ATLANTA — A judge is considering whether Georgia officials should once again be prohibited from enforcing the state’s restrictive abortion law while a legal challenge against it is pending.
Fulton County Superior Court Judge Robert McBurney heard arguments Monday from lawyers for the state and for doctors and advocacy groups who filed a lawsuit challenging the law. He said he needed to think about the issues but that he would issue a ruling soon.
“I understand that this is something that needs immediate attention and I will give it that,” McBurney said at the end of the hearing.
The hearing focused on whether the judge has the power to block the law temporarily while the litigation plays out and whether the law was invalid from the start because it violated the U.S. Constitution and U.S. Supreme Court precedent when it was enacted.
Georgia’s law was passed by state lawmakers and signed by Republican Gov. Brian Kemp in 2019 but it had been blocked from taking effect. The 11th U.S. Circuit Court of Appeals allowed the state to begin enforcing it last month, just over three weeks after the U.S. Supreme Court overturned Roe v. Wade, which had protected the right to an abortion for nearly 50 years.

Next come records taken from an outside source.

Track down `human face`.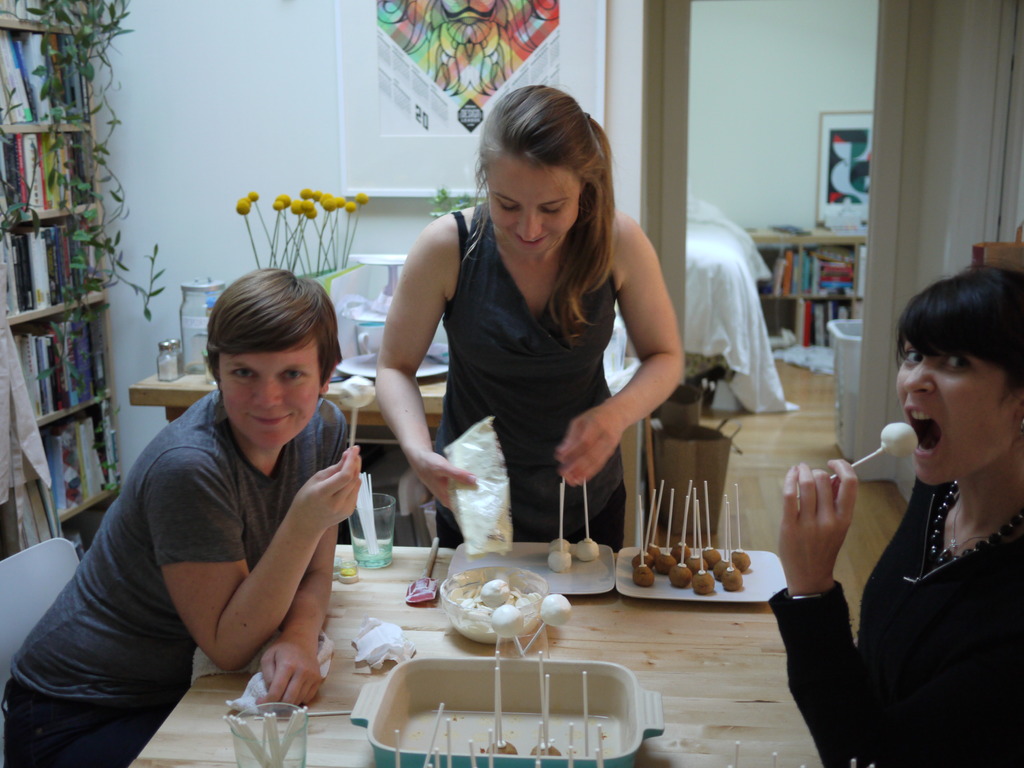
Tracked to bbox=(218, 333, 320, 458).
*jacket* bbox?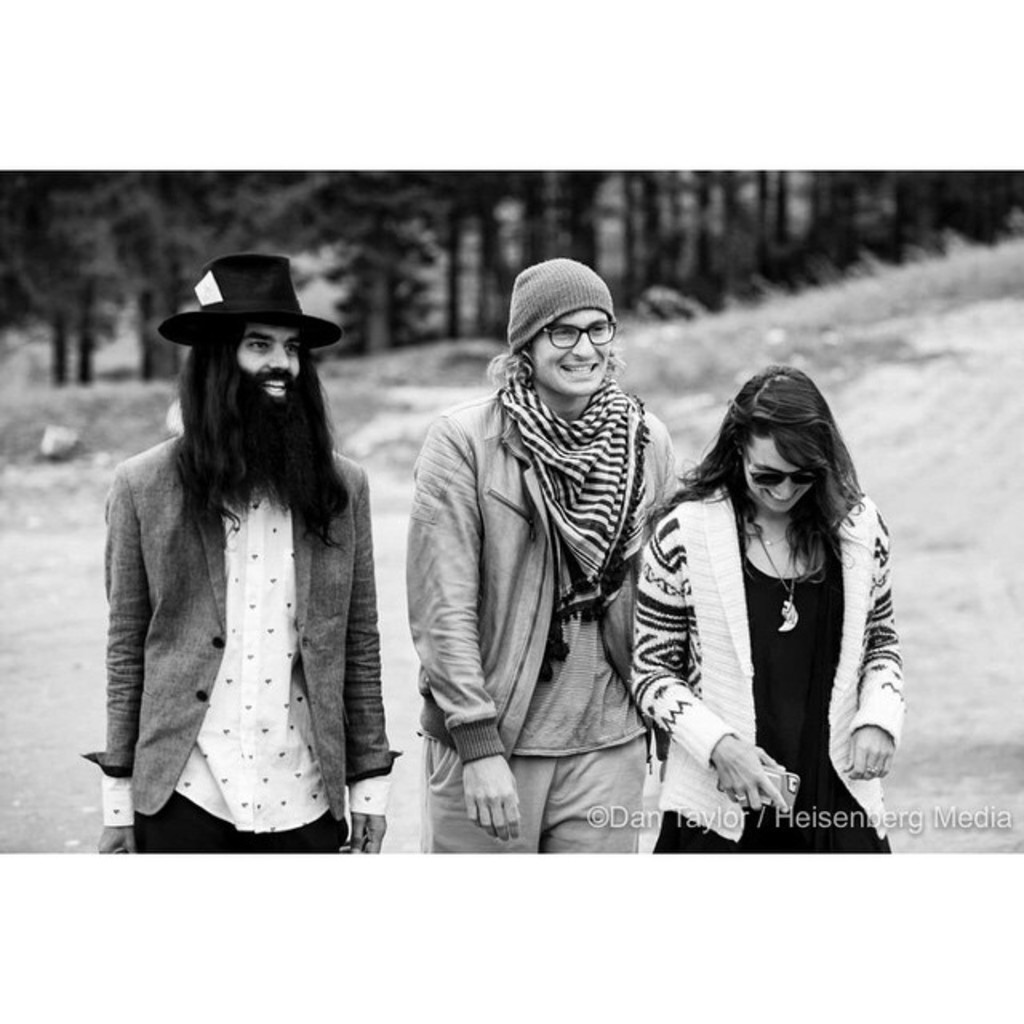
BBox(91, 365, 394, 802)
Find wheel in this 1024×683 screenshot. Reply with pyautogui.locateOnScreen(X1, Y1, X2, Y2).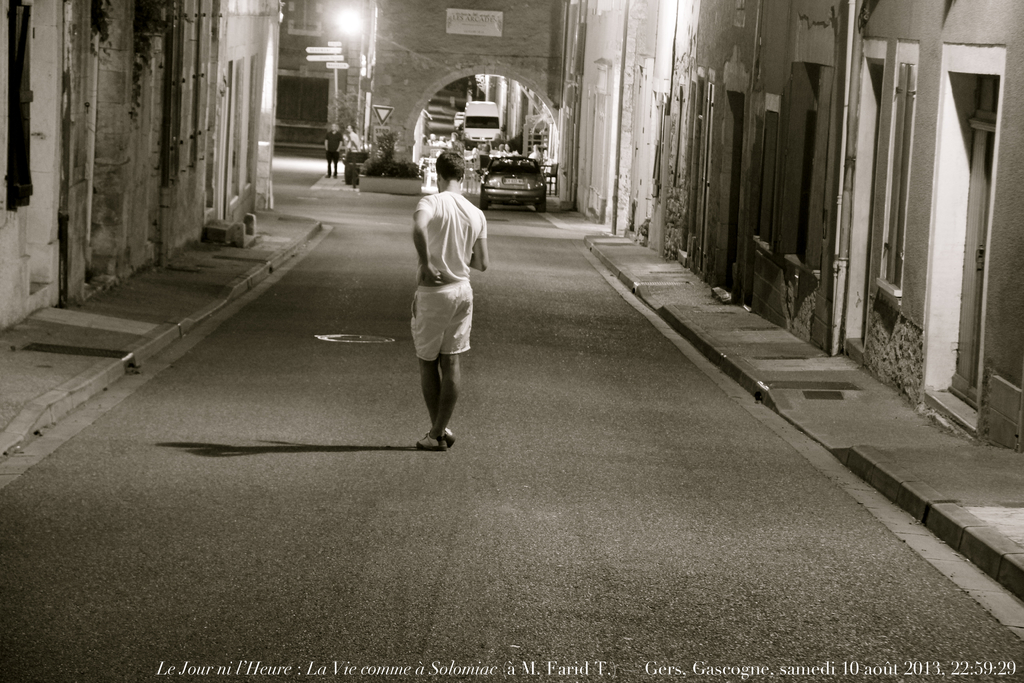
pyautogui.locateOnScreen(535, 195, 545, 216).
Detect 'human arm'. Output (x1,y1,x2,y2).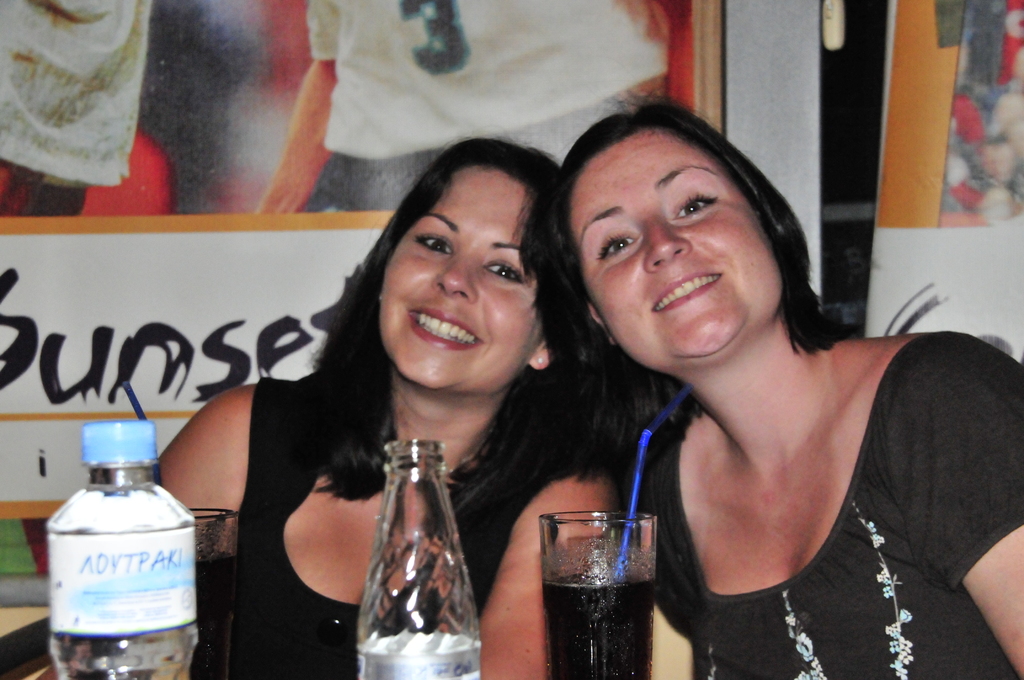
(639,421,712,679).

The law bans most abortions once a “detectable human heartbeat” is present. Cardiac activity can be detected by ultrasound in cells within an embryo that will eventually become the heart as early as six weeks into a pregnancy. That means most abortions in Georgia are effectively banned at a point before many women know they are pregnant.
The law includes exceptions for rape and incest, as long as a police report is filed, and allows for later abortions when the mother’s life is at risk or a serious medical condition renders a fetus unviable.

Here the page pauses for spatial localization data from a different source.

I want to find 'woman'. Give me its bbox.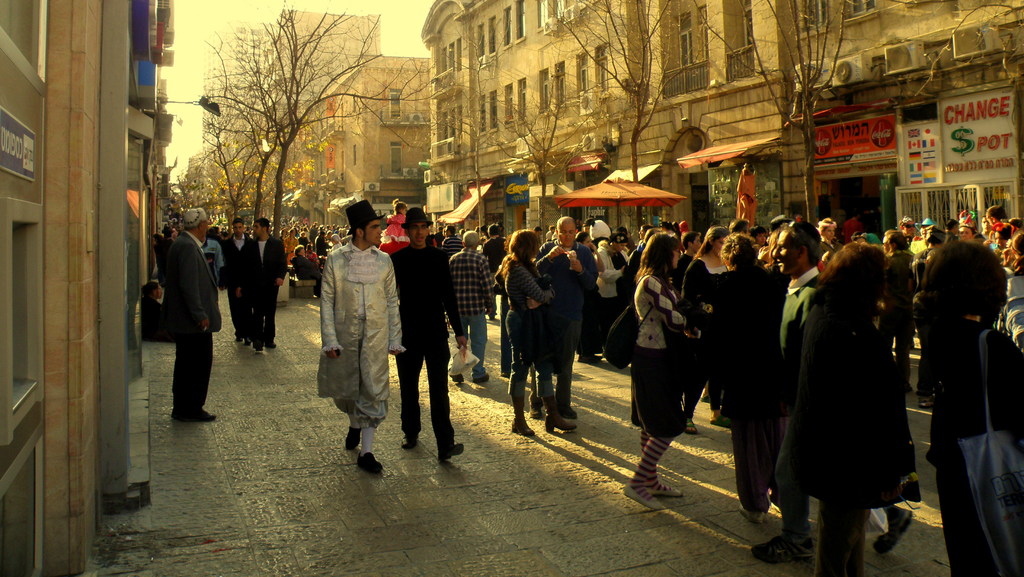
818:216:840:255.
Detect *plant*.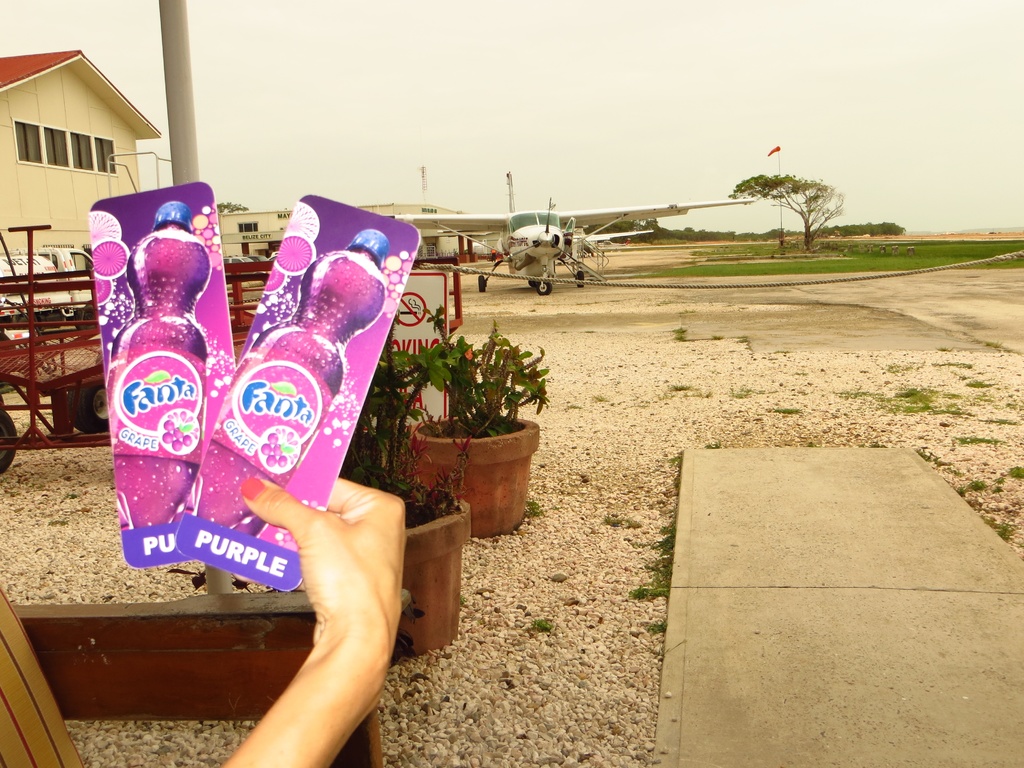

The new lawsuit challenging Georgia’s law was filed by doctors and advocacy groups July 26, less than a week after the 11th Circuit allowed the law to take effect.
The doctors and advocacy groups are asking the judge to block state officials from enforcing the ban on abortions at about six weeks, as well as another provision of the law that allows prosecutors to examine medical records without a subpoena, while the litigation is pending.

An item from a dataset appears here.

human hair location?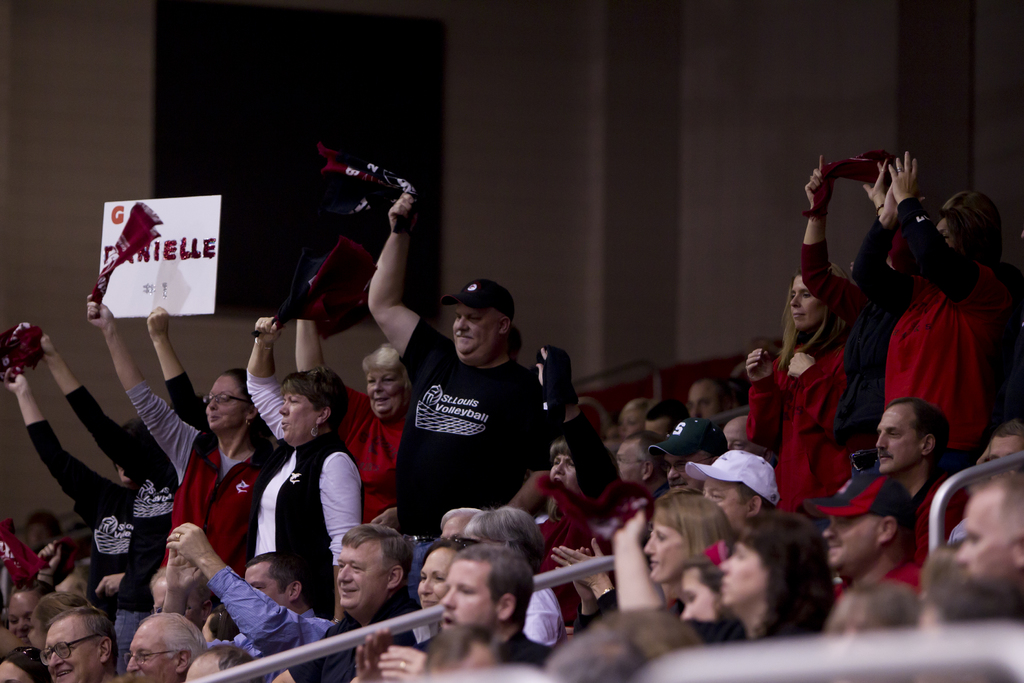
(left=826, top=581, right=921, bottom=635)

The lawsuit argues that the law violates the “fundamental rights to liberty and privacy” under the Georgia Constitution, which it argues are much broader than those granted by the U.S. Constitution. It also asserts that the law is invalid because it was in violation of the U.S. Constitution when it was signed and Georgia case law says that means it must be reenacted to become effective.
The state argues that the judge cannot stop the enforcement of the law while the challenge to its constitutionality plays out. The state also rejects the idea that the law was unconstitutional when it passed arguing that the recent Supreme Court ruling overturning those precedents that made it unconstitutional were themselves wrong.